Thursday, May 20, 2010

... and Oakland/W2SP are over

Feel like I've been reading security papers long enough now that mind-blowing work is more rare. However, "Towards Static Flow-Based Declassification for Legacy and Untrusted Programs" felt like a good step forward and "Side-Channel Leaks in Web Applications: a Reality Today, a Challenge Tomorrow" seemed like it should have gotten some sort of award. New to me were the handling malicious hardware design (e.g., backdoor) talks, for which I still don't understand the threat model. I liked the solutions, but, for example, I wasn't sure why some couldn't have been recast as static verification problems pre-fab (at least one seemed well-suited for static verification instead of making new hardware to help check the hardware).

Our ConScript talk went smoothly (never spoke to such a large audience before, pretty intimidating, especially when it's the finger-jabbing security crowd!). Not much to report there -- some press, some emails after, and some people describing the talk to me later but not realizing I was the one who gave it ;-)

Today was W2SP and probably my favorite part of the whole thing. Gustav Rydstedt gave a hilarious (but scary) account of framebusting: not enough people do it and those that attempt it do it wrong. I didn't entirely buy the solution (e.g., it depends upon CSS-conformant browsers, which is questionable in mobile), but, then again, I'm a first principles guy, and that doesn't really work on the deployed web, while Gustav's solution does the important thing of taking care of most desktop users. Steve Hanna gave a cool account of attacks on postMessage usage (not sure I'm ready to call JS stored in a DB a problem, which accounted for the 2nd half of his talk). I wish his talk was a little longer because in his paper he started to talk about the principles behind his API fix suggestions. Brendan Meeder's talk was also interesting, particularly in how it exposed the basic problem that we don't know how important privacy attacks against basic social interactions despite them being fairly pervasive. Probably annoying for Brendan's otherwise intersting talk, this came up through tearing apart his evaluation criteria, but I don't think people appreciate the difficulty of this step.

Perhaps the most interesting talk was the keynote where Jermiah Grossman essentially provided empirical evidence that the web security model is broken on a mass scale. On the plus side, this means that all the automatic web bug finding guys should have great results for the next few years.

Our talk seemed to be amiably received. It and a CSP-like plea were the only concrete let's-do-it-right-from-the-bottom proposals and Terri Oda had something pretty in sync with Adobe's approach to languages (don't assume the developer is a coder). Unfortunately, modulo the above exceptions and a few others, I felt the overall week was woefully short on correct-by-constructions solutions and instead focused on band aids (though this is understandable for a security as opposed to SE or languages conference). This wasn't lost on others either -- the discussion at the end of W2SP essentially asked the same thing, should we have more of a focus on finding the 'right' solution or keep on keeping on?

Still piled under for the next ~5 days. Have a backlog of fascinating emails I still can't get to replying to and some code that I still don't have time to write :( May, you're such a strange beast.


- _Directions_
Each record that follows goes into your reply unchanged; the pictures do not.

- _Records to process_
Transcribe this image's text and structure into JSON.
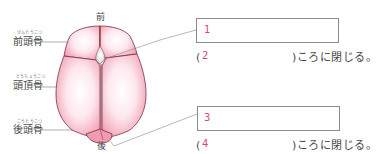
{
  "diagram": {
    "directions": {
      "front": "前",
      "back": "後"
    },
    "bones": [
      {
        "name": "前頭骨",
        "furigana": "ぜんとうこつ"
      },
      {
        "name": "頭頂骨",
        "furigana": "とうちょうこつ"
      },
      {
        "name": "後頭骨",
        "furigana": "こうとうこつ"
      }
    ]
  },
  "questions": [
    {
      "box_number": "1",
      "blank_number": "2",
      "open_paren": "(",
      "sentence_tail": ")ころに閉じる。"
    },
    {
      "box_number": "3",
      "blank_number": "4",
      "open_paren": "(",
      "sentence_tail": ")ころに閉じる。"
    }
  ],
  "colors": {
    "bone_fill": "#f4a9bb",
    "bone_edge": "#7a3040",
    "accent_number": "#d9487a",
    "box_border": "#8a8a8a"
  }
}
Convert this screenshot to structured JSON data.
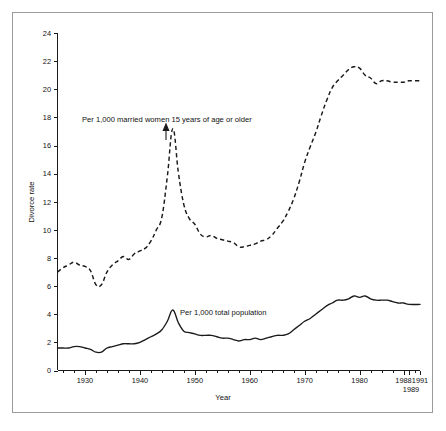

- _Written answer_
Transcribe this image's text and structure into JSON.
{
  "diagram": {
    "directions": {
      "front": "前",
      "back": "後"
    },
    "bones": [
      {
        "name": "前頭骨",
        "furigana": "ぜんとうこつ"
      },
      {
        "name": "頭頂骨",
        "furigana": "とうちょうこつ"
      },
      {
        "name": "後頭骨",
        "furigana": "こうとうこつ"
      }
    ]
  },
  "questions": [
    {
      "box_number": "1",
      "blank_number": "2",
      "open_paren": "(",
      "sentence_tail": ")ころに閉じる。"
    },
    {
      "box_number": "3",
      "blank_number": "4",
      "open_paren": "(",
      "sentence_tail": ")ころに閉じる。"
    }
  ],
  "colors": {
    "bone_fill": "#f4a9bb",
    "bone_edge": "#7a3040",
    "accent_number": "#d9487a",
    "box_border": "#8a8a8a"
  }
}
Convert this screenshot to structured JSON data.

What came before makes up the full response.